I think Robert Miles does excellent introductory videos for newer people, and I linked him in the HN post. My goal here was different, though, which was to give a short, affirmative argument made of only directly defensible high probability claims.
I like your spin on it, too, more than those given in the linked thread, but it’s still looser, and I think there’s value giving an argument where it’s harder to disagree with the conclusion without first disagreeing with a premise. Eg. ‘some optimists assume we just won’t make AI with goals’ directly contradicts ‘capable systems necessarily have instrumental goals’, but I’m not sure it directly contradicts a premise you used.
I donno, the systems we have seem pretty capable, and if they have instrumental goals they seem quite weak… so tossing in that claim seems like just asking for trouble. I do think that very capable systems almost need to have goals, but I have trouble making that argument even to alignment people and rationalists.
That’s just one example, but the fact that it goes awry immediately hints that the whole direction is a bad idea.
I think the argument for AI being quite-possibly dangerous is actually a lot stronger than the more abstract and technical argument usually used by rationalists. It doesn’t require any strong claims at all. People don’t need certainty to be quite alarmed, and for good reason.
Standard xrisk arguments generally don’t extrapolate down to systems that don’t solve tasks that require instrumental goals. I think it’s reasonable to say common LLMs don’t exhibit many instrumental goals, but they also can’t solve for long-horizon goal-directed problem solving.
Prosaic risks like biorisk evals often go further and ask, if we assume the AI systems aren’t themselves very capable at this task, can we still exhibit dangerous behaviors from them ‘in the loop’? These are legitimate and interesting questions but they are a different thing.
I think Robert Miles does excellent introductory videos for newer people, and I linked him in the HN post. My goal here was different, though, which was to give a short, affirmative argument made of only directly defensible high probability claims.
I like your spin on it, too, more than those given in the linked thread, but it’s still looser, and I think there’s value giving an argument where it’s harder to disagree with the conclusion without first disagreeing with a premise. Eg. ‘some optimists assume we just won’t make AI with goals’ directly contradicts ‘capable systems necessarily have instrumental goals’, but I’m not sure it directly contradicts a premise you used.
I donno, the systems we have seem pretty capable, and if they have instrumental goals they seem quite weak… so tossing in that claim seems like just asking for trouble. I do think that very capable systems almost need to have goals, but I have trouble making that argument even to alignment people and rationalists.
That’s just one example, but the fact that it goes awry immediately hints that the whole direction is a bad idea.
I think the argument for AI being quite-possibly dangerous is actually a lot stronger than the more abstract and technical argument usually used by rationalists. It doesn’t require any strong claims at all. People don’t need certainty to be quite alarmed, and for good reason.
Standard xrisk arguments generally don’t extrapolate down to systems that don’t solve tasks that require instrumental goals. I think it’s reasonable to say common LLMs don’t exhibit many instrumental goals, but they also can’t solve for long-horizon goal-directed problem solving.
Prosaic risks like biorisk evals often go further and ask, if we assume the AI systems aren’t themselves very capable at this task, can we still exhibit dangerous behaviors from them ‘in the loop’? These are legitimate and interesting questions but they are a different thing.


* What to work on *
The result should be every line of the listing that holds the word "People".

=== Section Start ===

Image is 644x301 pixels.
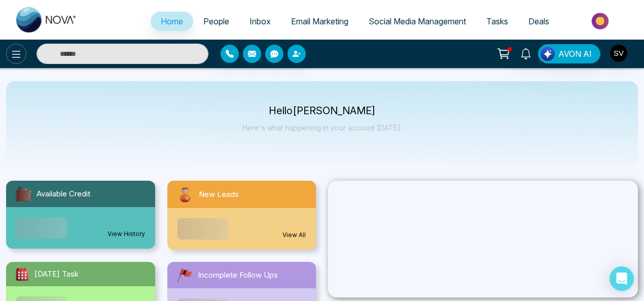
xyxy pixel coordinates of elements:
a: View All [283,230,306,239]
span: People [203,16,229,27]
span: Inbox [250,16,271,27]
span: Email Marketing [291,16,348,27]
span: New Leads [199,189,239,200]
a: View History [107,229,145,239]
span: Tasks [486,16,508,27]
span: Deals [528,16,549,27]
span: AVON AI [558,47,592,60]
span: [DATE] Task [34,268,79,280]
img: Market-place.gif [565,10,638,33]
a: New LeadsView All [161,181,322,250]
a: People [193,12,239,31]
span: Available Credit [36,189,90,200]
span: Social Media Management [368,16,466,27]
a: Home [151,12,193,31]
span: Home [161,16,183,27]
img: newLeads.svg [175,185,195,204]
img: Nova CRM Logo [16,7,77,33]
a: Email Marketing [281,12,359,31]
div: Open Intercom Messenger [610,267,634,291]
img: Lead Flow [541,47,555,61]
a: Social Media Management [359,12,476,31]
a: Tasks [476,12,519,31]
p: Hello [PERSON_NAME] [242,107,402,115]
img: User Avatar [610,45,627,62]
img: availableCredit.svg [14,185,32,203]
span: Incomplete Follow Ups [198,269,278,281]
a: Inbox [239,12,281,31]
button: AVON AI [538,44,600,64]
p: Here's what happening in your account [DATE]. [242,124,402,132]
img: followUps.svg [175,266,194,284]
a: Deals [519,12,560,31]
img: todayTask.svg [14,266,31,282]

=== Section End ===

* Response *
span: People [203,16,229,27]
a: People [193,12,239,31]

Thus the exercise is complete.